I think the emptiness is quickly bottoming out because it is also a sign of pride. It's a proclamation, "I am this awesome person, why does no one love me?" However, like a good friend told me, you don't need to be a great person, you only need to be a person good enough for the one who loves you. I suppose a life in Singapore, the competition has instilled a sense of inadequacy. The survivalist-mentality can drive me to continually think that I'm not good enough. Is it a driver of my success in my career? Recently, and reluctantly, I have some to contend with such questions. I think it is, and it has come to the tipping point that I have to re-evaluate how work-life-love are approached. I have this void in the first place, because my motivation for working hard, was to win approval from other people. It's not a feeling that is unfamiliar to the best of us.

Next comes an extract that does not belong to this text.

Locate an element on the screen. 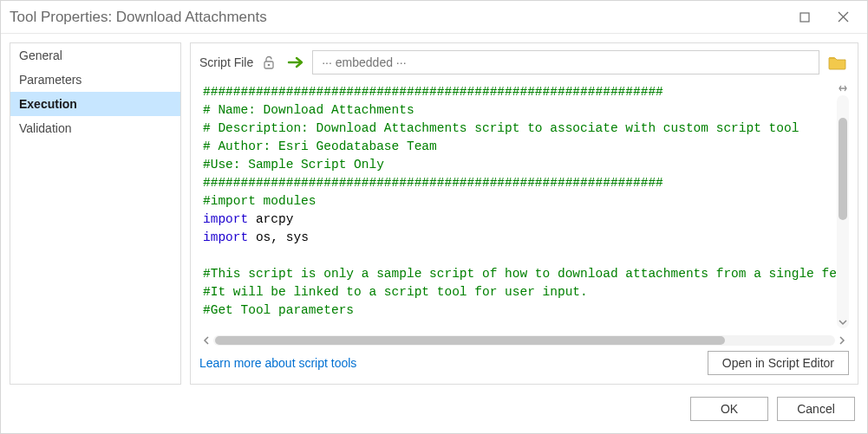  scroll-left-button is located at coordinates (206, 340).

So is there a need to shift and reconcile these feelings of insecurity? What makes us deserving to be loved and to love in return? However those questions objectify ourselves, as things that have worth. However liking someone does should not be transactional, nor be based upon a person's worth/impressive resume. We don't need an interview to be a friend/lover. Whilst disappointments and misunderstandings do happen, but they speak towards an incompatibility of character (it's interesting to note in french, that sentir can be used in the context of friendship, and literally translates I don't feel well with the person.) Therefore it is not our outward achievements that make us who we are, but our sentir, senses, and chemistry with the other person. So this void I've been feeling, to want to share my full life with someone, imposes an unfair burden on that person. It almost calls for someone to judge me, to "interview" and see if I'm "worthy" of his affections. Why did I feel this way? I suppose a simple explanation is because that's the only mode of assessment that I've been good at, or have always known. Writing this now explicitly, my dear reader you might possibly think that this is pretty obvious stuff. However, these feelings manifests in many different ways and some are subtle. It should be so ironic that dating and meeting new people should trigger these uncomfortable but necessary introspections. Now that I've transcended into another field of strategies, I find these no longer work, and it forces me to look into myself - and of course it's always hard to start looking at ourselves. So some of us project that uneasiness, externalise the blame unto other people. "He's not good enough for me", "He's just a jerk?" or "He's just not clicking with me well." Maybe the barriers to our own happiness, are ourselves?

What makes me love and be loved? I don't have the answers, however I do feel that at least now, I'm finally on track to ask the right questions.